Another Star Newspaper photo and caption published five months before Jamaica’s Independence captures some of the nostalgia surrounding Jackson.

It reads: “Back in the island for a holiday since Sunday after stints in London and Bermuda nightclubs is Jamaica sweetheart of jazz and blues, Totlyn Jackson who makes an appearance at Flamingo Hotel at 11.30 tomorrow night.

“Totlyn, who is currently engaged at Bermuda’s leading nightclub, Jungle Room, spent three months in London appearing at the Stork Room, among other spots.

“She says that while in London she met tenor saxophonist little ‘G’ McNair whom she affirms is ‘just gone with his sounds.’ Tonight’s show will be n’s only one in the island as she leaves on Sunday for Bermuda. Music tonight will be supplied by Charlie Binger’s Band.”

In yet another photo in the Daily News in 1973, Jackson is captured at the opening the new Big Bamboo Night Club in Montego Bay wearing a raffia gown designed and made (complete with embroidery) a decade earlier by a straw vendor. She had returned after several successful years in London.

According to Hague, “Totlyn Jackson was born in 1930 in a small village in Port Maria, St. Mary…The family was extremely involved in the Hampstead Presbyterian Church and other social and civic organisations in the community, so Totlyn had the opportunity to sing in the church choir and participate in Christmas and other holiday performances.

“Plus, there was an organ in the family home, so Totlyn taught herself to play and sing, and she also began taking piano lessons from a neighbour. She was born with a club foot which was aggravated by an operation in her childhood. As a result, she has always had a significant physical deformity, but she has never let that slow her down.

“When Totlyn was 19 years old she moved to Kingston after winning a scholarship to Lincoln College. It was an enormous change for Totlyn, moving from a small village where her family enjoyed the social status, to an urban city where she was an unknown.
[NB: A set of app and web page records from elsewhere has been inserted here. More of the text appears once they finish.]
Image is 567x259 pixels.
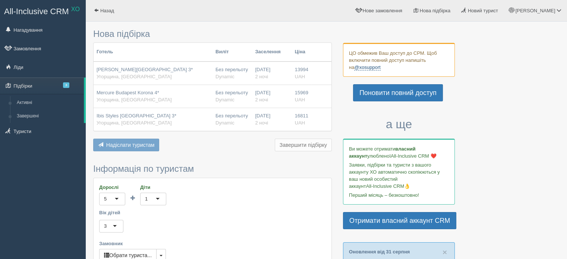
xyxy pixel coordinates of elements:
span: Угорщина, [GEOGRAPHIC_DATA] [97,97,172,103]
th: Ціна [292,43,312,62]
div: [DATE] [255,89,289,103]
a: Завершені [13,110,84,123]
label: Вік дітей [99,209,326,216]
p: Заявки, підбірки та туристи з вашого аккаунту ХО автоматично скопіюються у ваш новий особистий ак... [349,161,449,190]
span: [PERSON_NAME][GEOGRAPHIC_DATA] 3* [97,67,193,72]
sup: XO [71,6,80,12]
span: UAH [295,97,305,103]
span: Dynamic [216,97,235,103]
div: 1 [145,195,148,203]
span: Нове замовлення [363,8,402,13]
span: 2 ночі [255,74,268,79]
span: Новий турист [468,8,498,13]
a: Отримати власний аккаунт CRM [343,212,456,229]
b: власний аккаунт [349,146,416,159]
span: UAH [295,74,305,79]
div: Без перельоту [216,66,249,80]
span: 16811 [295,113,308,119]
h3: а ще [343,118,455,131]
span: Нова підбірка [420,8,451,13]
label: Діти [140,184,166,191]
button: Надіслати туристам [93,139,159,151]
div: Без перельоту [216,113,249,126]
label: Дорослі [99,184,125,191]
span: 2 ночі [255,120,268,126]
a: Активні [13,96,84,110]
span: 13994 [295,67,308,72]
a: @xosupport [354,65,380,70]
span: Назад [100,8,114,13]
p: Перший місяць – безкоштовно! [349,192,449,199]
th: Виліт [213,43,252,62]
span: Dynamic [216,120,235,126]
div: 5 [104,195,107,203]
span: Ibis Styles [GEOGRAPHIC_DATA] 3* [97,113,176,119]
th: Заселення [252,43,292,62]
a: Оновлення від 31 серпня [349,249,410,255]
div: 3 [104,223,107,230]
span: 15969 [295,90,308,95]
span: 2 ночі [255,97,268,103]
span: Mercure Budapest Korona 4* [97,90,159,95]
span: Dynamic [216,74,235,79]
a: Поновити повний доступ [353,84,443,101]
p: Ви можете отримати улюбленої [349,145,449,160]
div: [DATE] [255,113,289,126]
div: ЦО обмежив Ваш доступ до СРМ. Щоб включити повний доступ напишіть на [343,43,455,77]
span: × [443,248,447,257]
span: All-Inclusive CRM [4,7,69,16]
a: All-Inclusive CRM XO [0,0,85,21]
span: Надіслати туристам [106,142,155,148]
span: UAH [295,120,305,126]
button: Завершити підбірку [275,139,332,151]
label: Замовник [99,240,326,247]
span: All-Inclusive CRM ❤️ [391,153,436,159]
span: [PERSON_NAME] [515,8,555,13]
div: [DATE] [255,66,289,80]
span: Угорщина, [GEOGRAPHIC_DATA] [97,74,172,79]
h3: Нова підбірка [93,29,332,39]
button: Close [443,248,447,256]
span: 3 [63,82,69,88]
span: Угорщина, [GEOGRAPHIC_DATA] [97,120,172,126]
div: Без перельоту [216,89,249,103]
h3: Інформація по туристам [93,164,332,174]
span: All-Inclusive CRM👌 [366,183,411,189]
th: Готель [94,43,213,62]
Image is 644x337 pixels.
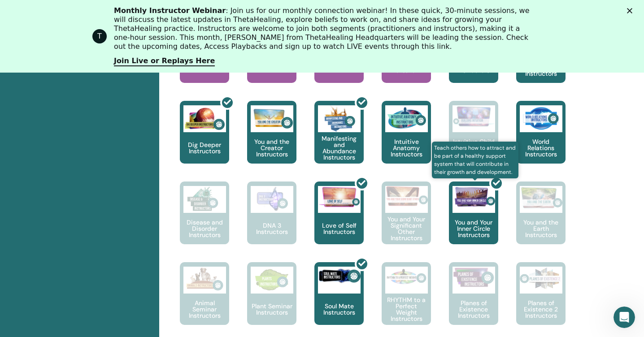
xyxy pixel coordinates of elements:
a: You and Your Significant Other Instructors You and Your Significant Other Instructors [382,181,431,262]
p: You and the Earth Instructors [516,219,565,238]
p: World Relations Instructors [516,139,565,157]
img: Animal Seminar Instructors [184,267,226,294]
a: You and the Earth Instructors You and the Earth Instructors [516,181,565,262]
p: Planes of Existence Instructors [449,300,498,319]
img: You and Your Inner Circle Instructors [453,186,495,208]
p: Animal Seminar Instructors [180,300,229,319]
div: : Join us for our monthly connection webinar! In these quick, 30-minute sessions, we will discuss... [114,7,537,51]
p: You and the Creator Instructors [247,139,296,157]
img: Intuitive Anatomy Instructors [385,105,428,132]
img: Intuitive Child In Me Instructors [453,105,495,127]
p: You and Your Inner Circle Instructors [449,219,498,238]
img: You and the Creator Instructors [251,105,293,132]
img: DNA 3 Instructors [251,186,293,213]
span: Teach others how to attract and be part of a healthy support system that will contribute in their... [432,142,518,178]
a: You and the Creator Instructors You and the Creator Instructors [247,101,296,181]
b: Monthly Instructor Webinar [114,7,226,15]
a: Disease and Disorder Instructors Disease and Disorder Instructors [180,181,229,262]
p: Dig Deeper Instructors [180,142,229,154]
img: Manifesting and Abundance Instructors [318,105,361,132]
a: Intuitive Anatomy Instructors Intuitive Anatomy Instructors [382,101,431,181]
a: DNA 3 Instructors DNA 3 Instructors [247,181,296,262]
img: World Relations Instructors [520,105,562,132]
img: You and the Earth Instructors [520,186,562,209]
a: Dig Deeper Instructors Dig Deeper Instructors [180,101,229,181]
img: Love of Self Instructors [318,186,361,208]
p: Disease and Disorder Instructors [180,219,229,238]
a: Intuitive Child In Me Instructors Intuitive Child In Me Instructors [449,101,498,181]
img: Dig Deeper Instructors [184,105,226,132]
p: DNA 3 Instructors [247,222,296,235]
a: Love of Self Instructors Love of Self Instructors [315,181,364,262]
img: Disease and Disorder Instructors [184,186,226,213]
p: Love of Self Instructors [315,222,364,235]
p: RHYTHM to a Perfect Weight Instructors [382,297,431,322]
p: Plant Seminar Instructors [247,302,296,316]
a: Manifesting and Abundance Instructors Manifesting and Abundance Instructors [315,101,364,181]
p: Manifesting and Abundance Instructors [315,135,364,160]
div: Profile image for ThetaHealing [93,29,107,43]
img: Planes of Existence 2 Instructors [520,267,562,290]
p: Intuitive Child In Me Instructors [449,139,498,157]
p: Soul Mate Instructors [315,302,364,316]
p: Planes of Existence 2 Instructors [516,300,565,319]
img: RHYTHM to a Perfect Weight Instructors [385,267,428,288]
img: Plant Seminar Instructors [251,267,293,294]
a: Teach others how to attract and be part of a healthy support system that will contribute in their... [449,181,498,262]
a: World Relations Instructors World Relations Instructors [516,101,565,181]
img: Soul Mate Instructors [318,267,361,286]
div: Fermer [627,8,636,13]
a: Join Live or Replays Here [114,57,215,66]
img: Planes of Existence Instructors [453,267,495,289]
img: You and Your Significant Other Instructors [385,186,428,206]
iframe: Intercom live chat [614,306,635,328]
p: Intuitive Anatomy Instructors [382,139,431,157]
p: You and Your Significant Other Instructors [382,216,431,241]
“She joined the choir at North Street Cathedral as a soprano, and then, like many other talented vocalists and musicians, Totlyn decided to try her hand at the Vere Johns Opportunity Hour. Accompanied by Frankie Bonitto, Totlyn won the contest by singing, ‘With a Song in My Heart’.” She then entered a contest at the upscale Colony Club where Eric Deans led the orchestra.” The rest, as it is said, is history.